Once a week we watch TV on our ‘renewal’ night, this is our community recreation. Last night we watched a film about the Giant Hornets which wreck havoc in Japan by decimating the domestic European honey bee population. The female workers, loyal to their Queen, feed the growing larvae and for that they need ‘meat’. So the workers go and raid hives for their larvae then feed them to the ever growing population of avaricious hornet larvae.
The local bee keepers destroy Hornets nests. In the film a Buddhist monk, who harvests honey each year by attracting wild honey bees to his hives, does not do this. Interestingly enough the wild bees were better adapted to protecting their hives than the European ones. They simply smother the scouting Hornet by swarming all over it and flap their wings to raise the temperature. Hornets can’t take the extra heat and are thus effectively cooked to death.
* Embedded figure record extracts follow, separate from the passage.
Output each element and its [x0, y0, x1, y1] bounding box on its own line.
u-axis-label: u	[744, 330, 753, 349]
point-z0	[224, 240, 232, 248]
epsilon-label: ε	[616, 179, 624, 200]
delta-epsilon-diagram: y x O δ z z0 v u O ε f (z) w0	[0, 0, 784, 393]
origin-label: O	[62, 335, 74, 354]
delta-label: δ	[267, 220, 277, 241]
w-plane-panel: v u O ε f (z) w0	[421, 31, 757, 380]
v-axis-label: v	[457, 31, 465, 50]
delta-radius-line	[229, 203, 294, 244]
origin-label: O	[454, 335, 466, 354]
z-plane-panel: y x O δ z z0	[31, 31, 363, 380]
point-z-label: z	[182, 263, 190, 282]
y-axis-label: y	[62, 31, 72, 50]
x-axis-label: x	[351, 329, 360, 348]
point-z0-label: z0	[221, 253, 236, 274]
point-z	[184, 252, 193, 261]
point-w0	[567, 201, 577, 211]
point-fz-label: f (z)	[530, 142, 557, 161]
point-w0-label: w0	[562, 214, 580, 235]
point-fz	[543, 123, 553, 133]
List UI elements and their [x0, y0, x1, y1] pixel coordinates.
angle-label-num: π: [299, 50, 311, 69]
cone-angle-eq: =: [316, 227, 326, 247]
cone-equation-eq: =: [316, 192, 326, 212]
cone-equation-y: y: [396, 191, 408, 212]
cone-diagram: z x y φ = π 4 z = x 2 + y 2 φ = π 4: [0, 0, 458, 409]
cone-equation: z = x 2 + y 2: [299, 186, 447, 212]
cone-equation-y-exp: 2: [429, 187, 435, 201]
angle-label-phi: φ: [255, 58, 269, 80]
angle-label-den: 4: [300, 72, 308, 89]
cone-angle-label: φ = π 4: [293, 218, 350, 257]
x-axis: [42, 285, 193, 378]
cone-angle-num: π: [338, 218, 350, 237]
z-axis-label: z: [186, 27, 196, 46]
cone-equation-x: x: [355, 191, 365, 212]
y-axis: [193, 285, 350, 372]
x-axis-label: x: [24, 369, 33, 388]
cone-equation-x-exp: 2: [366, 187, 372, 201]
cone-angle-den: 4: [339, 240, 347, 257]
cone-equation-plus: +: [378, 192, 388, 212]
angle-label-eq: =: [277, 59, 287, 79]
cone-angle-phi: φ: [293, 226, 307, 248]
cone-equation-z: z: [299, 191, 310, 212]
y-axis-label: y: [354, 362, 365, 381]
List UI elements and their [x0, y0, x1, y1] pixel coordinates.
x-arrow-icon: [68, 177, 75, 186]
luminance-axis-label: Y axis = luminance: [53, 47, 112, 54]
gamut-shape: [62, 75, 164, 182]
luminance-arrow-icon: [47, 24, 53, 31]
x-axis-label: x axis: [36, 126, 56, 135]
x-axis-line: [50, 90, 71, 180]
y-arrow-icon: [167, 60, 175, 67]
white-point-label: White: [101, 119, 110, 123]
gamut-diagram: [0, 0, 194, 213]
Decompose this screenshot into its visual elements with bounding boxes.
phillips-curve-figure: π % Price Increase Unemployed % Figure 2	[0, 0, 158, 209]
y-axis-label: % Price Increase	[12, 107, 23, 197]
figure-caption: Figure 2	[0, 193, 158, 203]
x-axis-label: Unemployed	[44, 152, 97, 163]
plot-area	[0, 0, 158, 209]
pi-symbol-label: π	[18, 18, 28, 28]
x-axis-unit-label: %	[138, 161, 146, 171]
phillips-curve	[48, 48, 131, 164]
One of the monks remarked how interesting it was to watch ones mind while watching the hornets wrecking havoc killing the honey bees and the general death and destruction depicted in the film. With my renewed audio awareness what I was noticing were the sounds. You could hear the munching and crunching and buzzing. I was wondering how on earth the film crew managed to catch the sounds, or were they sound effects…
I’m not sure why in particular these hornets, and the film, grabbed my attention. I do however now remember that the monk in the film had been attacked by a swarm of the Giant Hornets as a child and survived. Now each year he seems to seek out the all important Queen who, early in the season, feeds on tree sap and is easy to spot. He could have been afraid of them, he could at least keep his distance but actually he appears to loves them as he loves the wild honey bees too.
Interesting the choices we can make in life, and how choices in the natural world are few.